Obama: Watch what he Does, Not what he Says!

Some excerpts…

No Energy from this Executive
Watch what Obama does, not what he says.
by Fred Barnes
06/15/2009, Volume 014, Issue 37

“As I’ve often said, in the short term, as we transition to renewable energy,” President Obama stated in April, “we can and should increase our domestic production of oil and natural gas.  We still need more oil, we still need more gas. If we’ve got some here in the United States that we can use, we should find it and do so in an environmentally sustainable way.”

Does anyone believe Obama?  Given his misdirection–saying one thing, doing another–no one should have.

Nearly five months into the Obama presidency, his administration is impeding, not promoting, increased production of oil and gas, as it is of coal and nuclear power.

To think that wind and solar or other alternative fuels can fill the energy gap requires a belief in what Adriel Bettelheim of Congressional Quarterly has called the “Tinkerbell effect,” as in Peter Pan. It consists of believing something will happen just because you wish it would.

Wind and solar now provide less than 1 percent of America’s energy needs. Obama has called for doubling this in three years, still leaving them as marginal sources of energy (2%).

…the Obama administration is worried about domestic “overproduction” of oil and gas.

Obama has proposed removing all tax incentives to produce oil and gas,

…slapping a 13 percent excise tax on all energy derived from the Gulf of Mexico,

…increasing the corporate tax rate by 3 percent on all companies that produce or process oil and gas.

…delay for 180 days (and maybe more) in the five-year, outer continental shelf leasing plan.

…cancelled 77 oil and gas leases issued in Utah.

…halted plans to lease the oil shale region in five states

…supported action which limits the development of a huge oil-rich region off the coast of Alaska.

…decided not to issue leases for gas well drilling on the Roan Plateau in Colorado

…shown little interest in developing the “Chukchi” region offshore north Alaska.

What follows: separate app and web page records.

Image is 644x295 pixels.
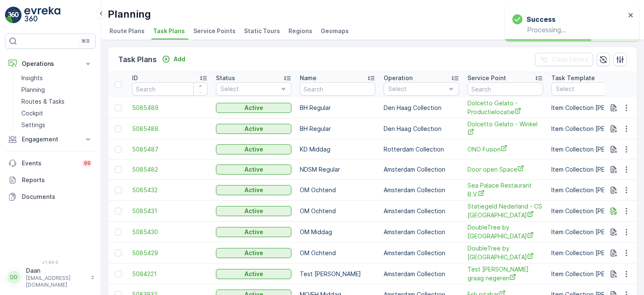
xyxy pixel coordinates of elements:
span: Sea Palace Restaurant B.V. [467,181,543,198]
a: 5085429 [132,249,208,257]
div: Toggle Row Selected [115,166,122,173]
div: Toggle Row Selected [115,126,122,132]
button: DDDaan[EMAIL_ADDRESS][DOMAIN_NAME] [5,266,96,288]
div: Toggle Row Selected [115,187,122,194]
p: Active [244,165,263,173]
span: 5084221 [132,270,208,278]
a: 5085432 [132,186,208,194]
td: BH Regular [296,118,379,139]
a: Settings [18,119,96,131]
p: Status [216,74,235,82]
input: Search [300,82,375,96]
a: ONO Fusion [467,145,543,153]
span: v 1.49.0 [5,260,96,265]
img: logo [5,7,22,24]
p: Processing... [513,26,626,34]
p: Name [300,74,316,82]
span: Statiegeld Nederland - CS [GEOGRAPHIC_DATA] [467,202,543,219]
p: Active [244,186,263,194]
h3: Success [527,14,556,24]
a: 5085431 [132,207,208,215]
p: Reports [22,176,92,184]
p: Cockpit [21,109,43,118]
input: Search [467,82,543,96]
a: 5085489 [132,104,208,112]
a: Insights [18,72,96,84]
p: Documents [22,193,92,201]
div: DD [7,270,21,284]
span: DoubleTree by [GEOGRAPHIC_DATA] [467,244,543,261]
p: 99 [84,160,91,167]
p: Routes & Tasks [21,97,65,105]
a: Cockpit [18,107,96,119]
button: Active [216,269,291,279]
a: Routes & Tasks [18,96,96,107]
p: ID [132,74,138,82]
p: Select [221,85,278,93]
td: Amsterdam Collection [379,242,463,263]
span: Route Plans [109,27,145,35]
td: Rotterdam Collection [379,139,463,160]
td: Test [PERSON_NAME] [296,263,379,284]
input: Search [132,82,208,96]
button: Active [216,185,291,195]
a: Dolcetto Gelato - Productielocatie [467,99,543,116]
p: Active [244,207,263,215]
span: Service Points [194,27,236,35]
button: close [628,12,634,20]
td: Amsterdam Collection [379,201,463,221]
div: Toggle Row Selected [115,249,122,256]
button: Active [216,103,291,113]
button: Active [216,164,291,174]
a: Door open Space [467,165,543,173]
p: Active [244,125,263,133]
button: Active [216,248,291,258]
p: ⌘B [81,38,90,44]
td: NDSM Regular [296,160,379,180]
a: 5085488 [132,125,208,133]
td: Amsterdam Collection [379,263,463,284]
a: Events99 [5,155,96,172]
td: OM Ochtend [296,201,379,221]
span: Task Plans [153,27,185,35]
td: OM Ochtend [296,180,379,201]
p: Events [22,159,77,167]
td: Den Haag Collection [379,97,463,118]
button: Engagement [5,131,96,148]
a: 5085482 [132,165,208,173]
p: Operations [22,59,79,68]
p: Active [244,145,263,153]
p: Operation [384,74,412,82]
p: Active [244,104,263,112]
td: Amsterdam Collection [379,221,463,242]
span: DoubleTree by [GEOGRAPHIC_DATA] [467,223,543,240]
p: Insights [21,74,43,82]
a: Test Thijs graag negeren [467,265,543,282]
p: Select [556,85,629,93]
p: Add [173,55,185,63]
a: 5085430 [132,228,208,236]
p: Active [244,270,263,278]
td: Amsterdam Collection [379,180,463,201]
button: Add [159,54,189,64]
p: [EMAIL_ADDRESS][DOMAIN_NAME] [26,275,86,288]
a: Dolcetto Gelato - Winkel [467,120,543,137]
p: Active [244,249,263,257]
a: Reports [5,172,96,188]
span: Test [PERSON_NAME] graag negeren [467,265,543,282]
p: Planning [108,8,151,21]
div: Toggle Row Selected [115,270,122,277]
p: Clear Filters [552,55,589,64]
p: Settings [21,121,45,129]
p: Daan [26,266,86,275]
p: Active [244,228,263,236]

Nuclear power? Obama has often said he’s for it, but not until a way to deal with waste from nuclear power plants is found. In fact, one has been found and so designated by Washington at Yucca Mountain in Nevada. Obama, however, has proposed to eliminate all federal funds for building a waste site there.

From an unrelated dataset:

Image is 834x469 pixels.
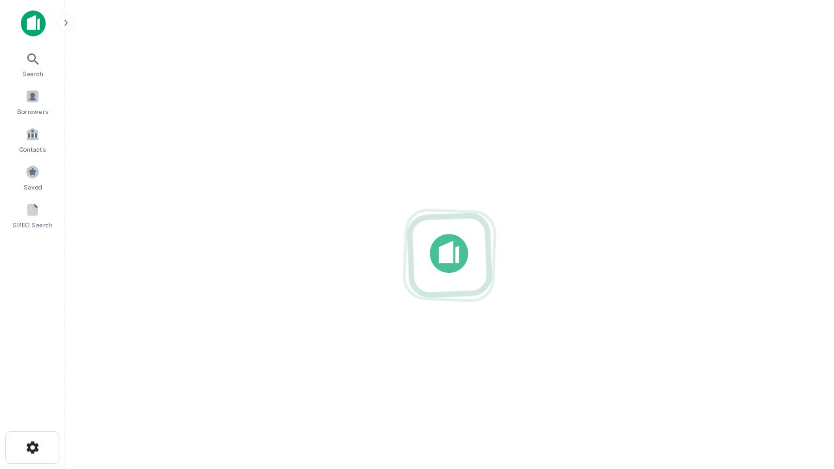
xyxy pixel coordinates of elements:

Coal? A Bush administration rule … was thrown out by the Obama administration as “legally defective.”

Obama policy is to make gas, oil, and coal more difficult to produce and more expensive for consumers. As for more nuclear power, the policy is, in effect: Forget it.

True, this isn’t the way Obama describes his energy policies. With Obama, the trick is to watch what he does, not what he says.

Fred Barnes is executive editor of THE WEEKLY STANDARD.